Thank you for your attention!
Jeri
Jeri Diehl Cusack,
Executive Committee Member
Honoring Eleanor Roosevelt
[email protected]
Recommended Reading

No Ordinary Time

Eleanor and Franklin:

FDR: A Centenary Remembrance by Joseph Alsop,
– Franklin & Eleanor Roosevelt: The
Home Front in World War II by Doris Kearns Goodwin, Simon &
Schuster, New York NY, c. 1994.***
The story of their Relationship, based
on Eleanor Roosevelt’s private papers by Joseph A. Lash, W.W.
Norton & Co., Inc., New York NY, c. 1971.***
Thames and Hudson Ltd., London, c. 1982.***

The Home Front: USA by Ronald H. Bailey and the
Editors
of Time-Life Books, Time-Life Books, Inc., Alexandria, VA, c. 1978.
Reference Works

The Eleanor Roosevelt Encyclopedia edited by
Maurine H. Beasley, Holly C. Shulman and Henry R. Beasley,
Greenwood Press, Westport CT, c. 2001.

Franklin D. Roosevelt: His Life and Times,
an Encyclopedic View edited by Otis L. Graham, Jr. and
Meghan Robinson Wander, G. K. Hall & Co., Boston MA, c. 1985.

The Election of 1932 and the Administration
of Franklin D. Roosevelt edited by Arthur M.

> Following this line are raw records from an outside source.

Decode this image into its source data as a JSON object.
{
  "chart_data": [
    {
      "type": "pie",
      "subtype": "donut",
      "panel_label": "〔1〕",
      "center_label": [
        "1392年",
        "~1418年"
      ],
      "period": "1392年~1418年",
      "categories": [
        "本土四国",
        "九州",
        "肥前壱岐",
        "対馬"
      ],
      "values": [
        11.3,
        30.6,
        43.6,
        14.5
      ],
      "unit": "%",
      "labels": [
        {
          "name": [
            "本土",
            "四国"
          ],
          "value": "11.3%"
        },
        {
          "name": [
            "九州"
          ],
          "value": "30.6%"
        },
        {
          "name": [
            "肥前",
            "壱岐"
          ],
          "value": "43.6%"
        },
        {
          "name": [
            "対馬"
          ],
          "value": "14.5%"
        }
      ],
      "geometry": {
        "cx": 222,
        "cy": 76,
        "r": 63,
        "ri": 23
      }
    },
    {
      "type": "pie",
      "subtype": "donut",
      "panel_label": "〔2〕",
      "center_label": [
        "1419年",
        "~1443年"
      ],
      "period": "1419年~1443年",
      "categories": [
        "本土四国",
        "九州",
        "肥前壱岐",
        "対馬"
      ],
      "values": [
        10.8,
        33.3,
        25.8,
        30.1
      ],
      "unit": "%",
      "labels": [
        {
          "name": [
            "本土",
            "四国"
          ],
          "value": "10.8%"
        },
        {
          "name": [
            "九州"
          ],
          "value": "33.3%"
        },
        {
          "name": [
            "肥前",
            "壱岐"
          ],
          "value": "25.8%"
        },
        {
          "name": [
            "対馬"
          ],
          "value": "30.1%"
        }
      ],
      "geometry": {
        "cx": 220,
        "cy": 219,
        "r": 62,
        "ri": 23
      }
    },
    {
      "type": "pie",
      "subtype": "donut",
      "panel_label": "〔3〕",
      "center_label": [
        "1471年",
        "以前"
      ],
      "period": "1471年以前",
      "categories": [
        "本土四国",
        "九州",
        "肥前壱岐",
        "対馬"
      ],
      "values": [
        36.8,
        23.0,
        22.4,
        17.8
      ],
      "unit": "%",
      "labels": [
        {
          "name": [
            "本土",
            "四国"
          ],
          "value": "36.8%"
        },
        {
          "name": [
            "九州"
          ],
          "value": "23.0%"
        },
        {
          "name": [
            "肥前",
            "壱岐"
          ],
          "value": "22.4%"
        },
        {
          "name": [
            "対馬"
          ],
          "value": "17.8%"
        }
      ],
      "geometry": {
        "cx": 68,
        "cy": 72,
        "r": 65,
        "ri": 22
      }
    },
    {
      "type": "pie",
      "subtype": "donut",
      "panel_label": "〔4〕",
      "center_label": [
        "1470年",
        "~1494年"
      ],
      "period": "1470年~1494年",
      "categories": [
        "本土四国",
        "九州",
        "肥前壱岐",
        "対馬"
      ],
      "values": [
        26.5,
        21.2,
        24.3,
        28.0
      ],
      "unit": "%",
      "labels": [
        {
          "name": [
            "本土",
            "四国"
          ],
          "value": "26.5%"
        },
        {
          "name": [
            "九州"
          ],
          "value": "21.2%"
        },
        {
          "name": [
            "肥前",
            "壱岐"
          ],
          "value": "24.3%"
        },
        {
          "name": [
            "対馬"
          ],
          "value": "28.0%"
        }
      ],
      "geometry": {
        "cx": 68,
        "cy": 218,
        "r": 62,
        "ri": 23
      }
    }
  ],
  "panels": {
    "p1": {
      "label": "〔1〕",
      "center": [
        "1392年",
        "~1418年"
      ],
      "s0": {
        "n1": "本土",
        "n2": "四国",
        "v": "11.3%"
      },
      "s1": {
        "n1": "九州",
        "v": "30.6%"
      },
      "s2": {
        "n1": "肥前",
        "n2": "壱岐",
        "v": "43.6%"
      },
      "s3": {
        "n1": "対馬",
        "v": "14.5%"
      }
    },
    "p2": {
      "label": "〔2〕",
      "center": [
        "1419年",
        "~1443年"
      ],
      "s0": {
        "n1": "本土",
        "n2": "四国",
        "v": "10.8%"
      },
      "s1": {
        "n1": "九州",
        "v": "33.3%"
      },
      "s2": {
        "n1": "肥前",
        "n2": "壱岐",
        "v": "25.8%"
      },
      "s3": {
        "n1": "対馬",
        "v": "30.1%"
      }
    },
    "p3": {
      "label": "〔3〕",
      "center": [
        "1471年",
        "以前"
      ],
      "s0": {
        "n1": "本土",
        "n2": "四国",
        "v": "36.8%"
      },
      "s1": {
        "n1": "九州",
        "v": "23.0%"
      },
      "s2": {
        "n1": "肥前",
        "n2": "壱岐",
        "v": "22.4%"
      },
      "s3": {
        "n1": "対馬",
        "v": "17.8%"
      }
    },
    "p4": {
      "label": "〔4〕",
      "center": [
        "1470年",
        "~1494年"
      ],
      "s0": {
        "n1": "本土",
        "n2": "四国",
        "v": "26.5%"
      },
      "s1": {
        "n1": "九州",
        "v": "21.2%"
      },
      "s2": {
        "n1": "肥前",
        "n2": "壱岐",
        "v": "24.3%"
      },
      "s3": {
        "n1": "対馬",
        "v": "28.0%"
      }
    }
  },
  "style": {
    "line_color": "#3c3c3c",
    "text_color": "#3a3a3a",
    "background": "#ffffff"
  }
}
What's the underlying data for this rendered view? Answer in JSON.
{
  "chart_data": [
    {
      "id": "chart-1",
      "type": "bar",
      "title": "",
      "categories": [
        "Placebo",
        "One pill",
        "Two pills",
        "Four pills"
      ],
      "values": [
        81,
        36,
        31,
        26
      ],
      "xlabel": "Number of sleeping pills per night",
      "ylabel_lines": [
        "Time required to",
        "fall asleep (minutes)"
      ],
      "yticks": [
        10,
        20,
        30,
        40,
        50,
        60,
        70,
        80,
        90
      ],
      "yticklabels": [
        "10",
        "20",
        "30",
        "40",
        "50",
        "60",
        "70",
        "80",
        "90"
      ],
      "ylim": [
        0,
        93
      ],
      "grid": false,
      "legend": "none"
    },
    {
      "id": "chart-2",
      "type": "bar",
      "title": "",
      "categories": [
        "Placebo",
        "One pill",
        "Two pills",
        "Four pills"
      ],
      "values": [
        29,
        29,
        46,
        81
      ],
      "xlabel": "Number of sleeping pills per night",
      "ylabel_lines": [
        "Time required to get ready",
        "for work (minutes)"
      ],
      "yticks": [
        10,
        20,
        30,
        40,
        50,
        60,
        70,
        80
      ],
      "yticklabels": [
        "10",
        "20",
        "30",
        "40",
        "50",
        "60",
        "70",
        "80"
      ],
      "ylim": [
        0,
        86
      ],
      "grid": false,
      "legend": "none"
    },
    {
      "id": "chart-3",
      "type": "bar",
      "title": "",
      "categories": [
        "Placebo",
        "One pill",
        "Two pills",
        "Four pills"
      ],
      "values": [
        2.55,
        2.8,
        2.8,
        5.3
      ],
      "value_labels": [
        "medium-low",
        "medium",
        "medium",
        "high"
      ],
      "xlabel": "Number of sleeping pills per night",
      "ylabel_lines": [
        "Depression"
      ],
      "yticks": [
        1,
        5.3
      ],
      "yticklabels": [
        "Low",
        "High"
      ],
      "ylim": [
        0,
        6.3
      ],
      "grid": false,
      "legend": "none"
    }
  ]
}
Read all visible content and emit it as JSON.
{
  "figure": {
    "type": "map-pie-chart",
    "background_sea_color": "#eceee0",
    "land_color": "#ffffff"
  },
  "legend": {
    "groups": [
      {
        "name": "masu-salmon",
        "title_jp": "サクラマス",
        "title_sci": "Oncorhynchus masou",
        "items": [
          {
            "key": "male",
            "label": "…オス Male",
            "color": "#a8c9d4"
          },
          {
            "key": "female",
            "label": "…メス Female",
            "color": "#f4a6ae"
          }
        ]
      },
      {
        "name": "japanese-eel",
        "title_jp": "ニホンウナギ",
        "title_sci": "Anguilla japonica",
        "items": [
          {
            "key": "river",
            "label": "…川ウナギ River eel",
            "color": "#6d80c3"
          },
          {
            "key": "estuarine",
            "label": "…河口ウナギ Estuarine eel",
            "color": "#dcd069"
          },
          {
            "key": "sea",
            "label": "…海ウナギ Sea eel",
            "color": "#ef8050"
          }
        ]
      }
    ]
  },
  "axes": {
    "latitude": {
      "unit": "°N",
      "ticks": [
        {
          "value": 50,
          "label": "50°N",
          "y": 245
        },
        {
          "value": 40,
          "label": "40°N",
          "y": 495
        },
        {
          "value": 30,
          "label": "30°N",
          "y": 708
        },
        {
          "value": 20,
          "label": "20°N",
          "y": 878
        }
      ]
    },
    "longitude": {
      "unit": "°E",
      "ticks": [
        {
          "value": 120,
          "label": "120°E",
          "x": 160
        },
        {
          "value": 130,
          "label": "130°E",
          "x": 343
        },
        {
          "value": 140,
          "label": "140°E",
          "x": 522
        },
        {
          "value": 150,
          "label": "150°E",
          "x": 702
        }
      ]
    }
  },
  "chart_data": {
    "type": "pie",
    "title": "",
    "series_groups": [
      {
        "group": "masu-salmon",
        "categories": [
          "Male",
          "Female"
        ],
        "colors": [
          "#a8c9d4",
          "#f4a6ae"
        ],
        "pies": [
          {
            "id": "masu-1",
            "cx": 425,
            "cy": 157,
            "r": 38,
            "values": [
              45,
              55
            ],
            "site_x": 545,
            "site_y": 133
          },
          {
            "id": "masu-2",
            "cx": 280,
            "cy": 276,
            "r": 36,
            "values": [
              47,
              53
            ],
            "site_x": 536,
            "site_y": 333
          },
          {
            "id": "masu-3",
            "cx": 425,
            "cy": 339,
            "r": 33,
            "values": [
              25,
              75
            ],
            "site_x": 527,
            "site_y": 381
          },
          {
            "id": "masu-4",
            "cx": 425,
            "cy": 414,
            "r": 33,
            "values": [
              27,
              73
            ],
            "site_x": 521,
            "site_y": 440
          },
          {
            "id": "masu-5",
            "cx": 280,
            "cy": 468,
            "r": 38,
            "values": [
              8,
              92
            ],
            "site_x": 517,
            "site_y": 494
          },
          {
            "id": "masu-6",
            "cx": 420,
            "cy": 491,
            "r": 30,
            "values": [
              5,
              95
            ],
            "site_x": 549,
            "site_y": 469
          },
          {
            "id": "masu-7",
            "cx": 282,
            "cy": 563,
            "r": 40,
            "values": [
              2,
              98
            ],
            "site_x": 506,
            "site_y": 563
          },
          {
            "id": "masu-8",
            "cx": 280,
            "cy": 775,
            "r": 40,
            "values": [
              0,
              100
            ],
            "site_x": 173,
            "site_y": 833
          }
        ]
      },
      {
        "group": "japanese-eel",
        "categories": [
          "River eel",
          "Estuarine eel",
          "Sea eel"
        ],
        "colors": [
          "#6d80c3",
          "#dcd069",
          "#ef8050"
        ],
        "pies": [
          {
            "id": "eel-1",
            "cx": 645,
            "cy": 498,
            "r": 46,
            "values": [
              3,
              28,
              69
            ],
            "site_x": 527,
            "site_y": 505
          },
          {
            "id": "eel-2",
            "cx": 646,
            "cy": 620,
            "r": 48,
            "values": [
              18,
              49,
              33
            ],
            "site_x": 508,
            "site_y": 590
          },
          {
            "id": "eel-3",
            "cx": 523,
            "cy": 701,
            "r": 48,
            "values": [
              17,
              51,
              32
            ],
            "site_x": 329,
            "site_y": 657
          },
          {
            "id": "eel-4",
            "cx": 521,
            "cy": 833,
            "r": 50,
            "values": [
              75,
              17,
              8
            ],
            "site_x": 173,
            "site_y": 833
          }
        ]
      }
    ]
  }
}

Schlesinger, Jr., Mason Crest Publishers, Philadelphia PA, c. 2003.
Electronic Resources

The Eleanor Roosevelt Papers Project
http://www.gwu.edu/~erpapers/

The Franklin D. Roosevelt Presidential
Library and Museum
http://www.fdrlibrary.marist.edu/
You are welcome to stay and watch
“Close to Home.”

This 15 minute film was produced by
Honoring Eleanor Roosevelt to share her story.

It is used by the National Park Service to orient
visitors to the Eleanor Roosevelt National
Historic Site in Hyde Park NY, the only such
site dedicated to a former First Lady of the
United States.

Copies are available today for $15 each.